XSEC: How to Learn Windows Access Control in Two Hours

Want to learn the Windows access control subsystem in two hours? Moreover, to know this topic as no one of your teachers knows? Wondering how to use the Windows API function with the longest name - AccessCheckByTypeResultListAndAuditAlarmByHandle? And see the code that creates undocumented Windows structures? Then you are here!





The article presents a description of the library and a set of tests that will allow any user to study the Windows access control subsystem as fully as possible with a fairly small initial knowledge. The issues of working with DACL, SACL, Conditional ACE, mandatory integrity checking and many others are considered. Tests allow the user to arbitrarily change the input data and independently modify them for a more detailed study of the topics necessary for a particular user. The presented library will allow you to parse and create all the internal structures of the Windows security subsystem, and also allows you to create "access tokens" with arbitrary initial data.

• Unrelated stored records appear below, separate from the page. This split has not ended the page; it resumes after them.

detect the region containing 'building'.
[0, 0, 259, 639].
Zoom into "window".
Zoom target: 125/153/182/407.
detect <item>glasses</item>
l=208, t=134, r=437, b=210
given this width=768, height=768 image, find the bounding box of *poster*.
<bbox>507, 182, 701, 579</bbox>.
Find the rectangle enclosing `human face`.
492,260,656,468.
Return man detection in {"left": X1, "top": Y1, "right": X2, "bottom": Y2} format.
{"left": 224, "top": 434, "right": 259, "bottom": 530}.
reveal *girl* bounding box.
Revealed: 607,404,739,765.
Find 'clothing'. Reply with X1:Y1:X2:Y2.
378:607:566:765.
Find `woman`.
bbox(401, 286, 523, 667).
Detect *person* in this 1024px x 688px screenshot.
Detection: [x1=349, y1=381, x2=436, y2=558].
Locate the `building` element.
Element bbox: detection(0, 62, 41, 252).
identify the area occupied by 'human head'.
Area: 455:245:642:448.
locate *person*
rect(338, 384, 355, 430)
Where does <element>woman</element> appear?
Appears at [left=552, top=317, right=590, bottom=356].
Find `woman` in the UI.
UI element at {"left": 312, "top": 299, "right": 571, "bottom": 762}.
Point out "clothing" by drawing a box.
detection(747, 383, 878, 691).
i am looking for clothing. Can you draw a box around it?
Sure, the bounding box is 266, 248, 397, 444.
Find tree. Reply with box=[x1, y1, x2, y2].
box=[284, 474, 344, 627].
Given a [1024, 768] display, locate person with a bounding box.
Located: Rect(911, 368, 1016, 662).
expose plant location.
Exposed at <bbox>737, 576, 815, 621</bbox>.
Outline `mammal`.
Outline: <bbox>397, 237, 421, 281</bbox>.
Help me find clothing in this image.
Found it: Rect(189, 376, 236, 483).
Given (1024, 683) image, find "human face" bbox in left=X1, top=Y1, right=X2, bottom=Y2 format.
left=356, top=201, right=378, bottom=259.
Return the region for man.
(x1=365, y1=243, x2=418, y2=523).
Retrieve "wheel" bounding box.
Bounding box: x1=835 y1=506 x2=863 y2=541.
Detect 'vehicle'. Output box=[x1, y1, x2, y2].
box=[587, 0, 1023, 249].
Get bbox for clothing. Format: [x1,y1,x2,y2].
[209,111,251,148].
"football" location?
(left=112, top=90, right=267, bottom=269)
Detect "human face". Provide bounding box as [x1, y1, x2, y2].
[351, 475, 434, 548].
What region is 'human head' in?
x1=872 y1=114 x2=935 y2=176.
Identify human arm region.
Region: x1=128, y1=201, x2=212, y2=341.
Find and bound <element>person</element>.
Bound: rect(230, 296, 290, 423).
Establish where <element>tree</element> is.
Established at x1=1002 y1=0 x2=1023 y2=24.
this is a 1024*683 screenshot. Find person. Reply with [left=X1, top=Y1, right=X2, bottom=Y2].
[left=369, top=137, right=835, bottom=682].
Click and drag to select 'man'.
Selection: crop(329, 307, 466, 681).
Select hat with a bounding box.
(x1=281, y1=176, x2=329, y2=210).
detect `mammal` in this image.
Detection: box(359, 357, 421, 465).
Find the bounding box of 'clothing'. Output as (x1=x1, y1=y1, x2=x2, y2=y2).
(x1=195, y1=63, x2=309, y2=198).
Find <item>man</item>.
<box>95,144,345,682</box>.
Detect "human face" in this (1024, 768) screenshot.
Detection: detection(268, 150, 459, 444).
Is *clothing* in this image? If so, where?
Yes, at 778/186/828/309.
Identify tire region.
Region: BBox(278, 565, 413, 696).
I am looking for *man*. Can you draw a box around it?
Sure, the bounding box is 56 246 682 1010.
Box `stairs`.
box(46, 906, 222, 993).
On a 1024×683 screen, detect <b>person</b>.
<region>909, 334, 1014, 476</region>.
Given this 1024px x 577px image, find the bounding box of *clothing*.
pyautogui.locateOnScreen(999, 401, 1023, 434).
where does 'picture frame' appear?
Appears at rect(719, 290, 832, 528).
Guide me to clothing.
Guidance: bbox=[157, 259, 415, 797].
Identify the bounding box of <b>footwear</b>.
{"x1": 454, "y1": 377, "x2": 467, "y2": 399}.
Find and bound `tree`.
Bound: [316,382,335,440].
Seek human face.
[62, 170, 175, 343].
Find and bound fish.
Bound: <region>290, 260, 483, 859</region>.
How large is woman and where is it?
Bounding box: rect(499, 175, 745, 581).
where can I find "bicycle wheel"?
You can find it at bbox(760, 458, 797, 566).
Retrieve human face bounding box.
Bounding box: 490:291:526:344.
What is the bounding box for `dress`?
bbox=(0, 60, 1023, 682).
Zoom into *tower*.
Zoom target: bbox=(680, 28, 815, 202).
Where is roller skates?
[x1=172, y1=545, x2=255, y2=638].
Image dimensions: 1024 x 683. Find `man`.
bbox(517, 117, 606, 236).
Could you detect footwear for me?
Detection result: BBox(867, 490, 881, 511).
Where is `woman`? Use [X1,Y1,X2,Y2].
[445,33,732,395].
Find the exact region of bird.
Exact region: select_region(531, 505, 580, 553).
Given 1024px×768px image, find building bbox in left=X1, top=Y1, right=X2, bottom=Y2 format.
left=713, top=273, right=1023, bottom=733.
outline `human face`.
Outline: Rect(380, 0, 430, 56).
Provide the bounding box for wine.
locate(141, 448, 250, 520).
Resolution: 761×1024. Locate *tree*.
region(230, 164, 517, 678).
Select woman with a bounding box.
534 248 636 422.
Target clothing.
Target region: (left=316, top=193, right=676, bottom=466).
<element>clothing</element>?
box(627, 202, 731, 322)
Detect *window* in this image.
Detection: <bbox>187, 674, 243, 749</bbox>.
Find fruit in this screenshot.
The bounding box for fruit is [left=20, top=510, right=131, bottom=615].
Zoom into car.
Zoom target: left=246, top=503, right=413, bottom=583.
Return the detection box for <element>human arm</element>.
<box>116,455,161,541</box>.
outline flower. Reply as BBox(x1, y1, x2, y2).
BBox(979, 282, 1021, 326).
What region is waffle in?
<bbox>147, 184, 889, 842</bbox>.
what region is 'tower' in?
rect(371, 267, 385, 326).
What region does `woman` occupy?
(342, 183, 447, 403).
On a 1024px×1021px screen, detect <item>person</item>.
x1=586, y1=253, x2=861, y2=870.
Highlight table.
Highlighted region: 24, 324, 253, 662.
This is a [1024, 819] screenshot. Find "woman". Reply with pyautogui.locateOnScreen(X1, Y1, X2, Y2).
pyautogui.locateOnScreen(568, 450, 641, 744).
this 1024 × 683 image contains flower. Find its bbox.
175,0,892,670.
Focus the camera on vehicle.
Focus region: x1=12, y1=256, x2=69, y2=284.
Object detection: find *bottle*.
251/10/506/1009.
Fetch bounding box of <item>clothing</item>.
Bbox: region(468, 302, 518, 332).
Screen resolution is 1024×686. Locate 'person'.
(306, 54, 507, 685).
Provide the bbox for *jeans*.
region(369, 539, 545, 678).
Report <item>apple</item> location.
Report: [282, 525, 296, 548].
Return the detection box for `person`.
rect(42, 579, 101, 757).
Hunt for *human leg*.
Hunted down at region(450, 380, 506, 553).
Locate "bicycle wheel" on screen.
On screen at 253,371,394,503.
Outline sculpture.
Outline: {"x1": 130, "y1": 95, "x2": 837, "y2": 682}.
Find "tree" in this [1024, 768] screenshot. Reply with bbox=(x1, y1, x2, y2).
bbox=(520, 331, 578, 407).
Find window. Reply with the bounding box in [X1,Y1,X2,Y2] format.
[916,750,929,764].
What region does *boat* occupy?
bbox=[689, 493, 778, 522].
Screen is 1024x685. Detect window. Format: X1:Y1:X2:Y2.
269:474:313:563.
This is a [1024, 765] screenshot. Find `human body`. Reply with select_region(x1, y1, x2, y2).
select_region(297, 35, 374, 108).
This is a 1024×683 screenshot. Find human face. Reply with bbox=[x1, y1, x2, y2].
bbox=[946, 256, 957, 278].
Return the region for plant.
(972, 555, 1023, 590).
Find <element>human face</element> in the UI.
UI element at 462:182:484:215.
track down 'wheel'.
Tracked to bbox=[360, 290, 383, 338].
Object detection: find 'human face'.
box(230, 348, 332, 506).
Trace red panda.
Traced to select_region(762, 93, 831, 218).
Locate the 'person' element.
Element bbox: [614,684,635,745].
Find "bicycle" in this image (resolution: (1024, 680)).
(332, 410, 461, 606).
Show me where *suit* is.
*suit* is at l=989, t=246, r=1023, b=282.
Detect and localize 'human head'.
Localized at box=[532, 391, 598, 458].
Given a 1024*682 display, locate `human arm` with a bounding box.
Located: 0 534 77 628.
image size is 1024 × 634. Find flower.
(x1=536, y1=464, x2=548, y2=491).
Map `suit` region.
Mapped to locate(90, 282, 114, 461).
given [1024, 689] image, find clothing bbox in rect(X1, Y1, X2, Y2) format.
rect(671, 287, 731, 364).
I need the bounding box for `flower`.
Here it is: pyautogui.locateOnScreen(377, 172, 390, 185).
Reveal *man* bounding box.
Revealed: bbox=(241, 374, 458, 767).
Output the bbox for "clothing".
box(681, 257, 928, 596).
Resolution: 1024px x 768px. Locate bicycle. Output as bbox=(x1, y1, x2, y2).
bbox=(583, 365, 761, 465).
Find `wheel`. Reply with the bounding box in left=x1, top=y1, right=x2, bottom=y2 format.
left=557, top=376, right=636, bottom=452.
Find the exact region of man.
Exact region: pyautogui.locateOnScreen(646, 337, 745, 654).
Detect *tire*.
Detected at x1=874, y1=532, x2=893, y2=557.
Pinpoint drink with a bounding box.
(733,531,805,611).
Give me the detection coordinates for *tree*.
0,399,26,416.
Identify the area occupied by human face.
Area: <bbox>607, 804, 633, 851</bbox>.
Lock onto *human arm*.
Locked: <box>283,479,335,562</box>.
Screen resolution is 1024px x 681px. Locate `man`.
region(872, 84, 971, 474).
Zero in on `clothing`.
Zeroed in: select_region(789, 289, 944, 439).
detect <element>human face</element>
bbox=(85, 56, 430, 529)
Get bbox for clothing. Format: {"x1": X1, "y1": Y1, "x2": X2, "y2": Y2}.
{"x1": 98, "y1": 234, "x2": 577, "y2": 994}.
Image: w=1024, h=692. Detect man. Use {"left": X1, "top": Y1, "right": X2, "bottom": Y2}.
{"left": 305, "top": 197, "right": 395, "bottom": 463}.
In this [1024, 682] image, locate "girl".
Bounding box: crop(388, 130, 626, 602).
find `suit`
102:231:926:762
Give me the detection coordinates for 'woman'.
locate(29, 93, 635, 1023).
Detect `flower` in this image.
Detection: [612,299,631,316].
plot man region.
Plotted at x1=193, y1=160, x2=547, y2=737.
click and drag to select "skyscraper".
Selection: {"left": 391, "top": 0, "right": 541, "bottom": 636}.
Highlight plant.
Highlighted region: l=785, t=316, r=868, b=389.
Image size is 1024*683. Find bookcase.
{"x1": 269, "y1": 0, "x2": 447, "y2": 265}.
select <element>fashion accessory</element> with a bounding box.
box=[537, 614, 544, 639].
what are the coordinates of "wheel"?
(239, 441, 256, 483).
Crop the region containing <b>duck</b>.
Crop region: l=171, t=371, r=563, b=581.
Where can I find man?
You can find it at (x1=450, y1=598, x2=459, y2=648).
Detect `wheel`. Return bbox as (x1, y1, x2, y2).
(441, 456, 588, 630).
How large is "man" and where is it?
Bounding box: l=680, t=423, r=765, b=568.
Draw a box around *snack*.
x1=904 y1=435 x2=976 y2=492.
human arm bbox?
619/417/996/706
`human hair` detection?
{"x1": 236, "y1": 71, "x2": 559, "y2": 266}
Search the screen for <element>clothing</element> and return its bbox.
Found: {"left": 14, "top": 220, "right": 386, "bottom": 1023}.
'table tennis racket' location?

A long time ago, I started learning about the Windows security subsystem. I read excellent books, but each book should be backed up first of all by practice. This is how I began my practical experiments. First of all, I started with a standard technique: creating a certain file structure with several nested levels (directories). At the initial stages of the study, such an "experimental site" was enough. However, when I moved on to learning about DAC (Dynamic Access Control), the test "site" became much more complicated: I already had to deploy several virtual machines, one of which was Windows Server, and the other was a regular client OS. Here, it was already required to study the process of configuring many Windows Server subsystems, which somewhat distracted from the original task: the study of the security subsystem.In the end, I had a fairly developed library written that allowed me to get in a convenient form for me all the values ​​of various structures related to the Windows security subsystem, and also for most of them - also create them from previously saved values. But one day I came up with an idea that radically changed (and greatly simplified) my whole approach to studying this topic.





, , , , , . Microsoft .





, Windows – : «» (access token) « » (security descriptor a.k.a. SD). , , – . /, Windows , . : 1) ; 2) ; 3) . , - – . , , .





- . , «Run As Administrator». Visual Studio. , - : SeCreateTokenPrivilege (Create a token object), SeTcbPrivilege (Act as part of the operating system), SeImpersonatePrivilege (Impersonate a client after authentication).





C++. « » , . . . , , « , , copyright». – - , Windows Access Control, , , .





, :





1. Windows ?





. . , -. – . ( ) – . ​





2. Windows API - AccessCheckByTypeResultListAndAuditAlarmByHandle?





, AccessCheckByTypeResultListAndAuditAlarmByHandle. , . AccessCheckByTypeResultListAndAuditAlarmByHandle . , , , .





3. , Windows?





Here at this link you can find a function that creates a "binary representation" for the CLAIM_SECURITY_ATTRIBUTE_V1 data type. The structure itself is documented in [MS-DTYP], but there is no description of how exactly it is represented in binary data. This structure is needed to set the "resource attributes" (the concept refers to DAC, Dynamic Access Control) for the security descriptor (for example, to set the resources for a file).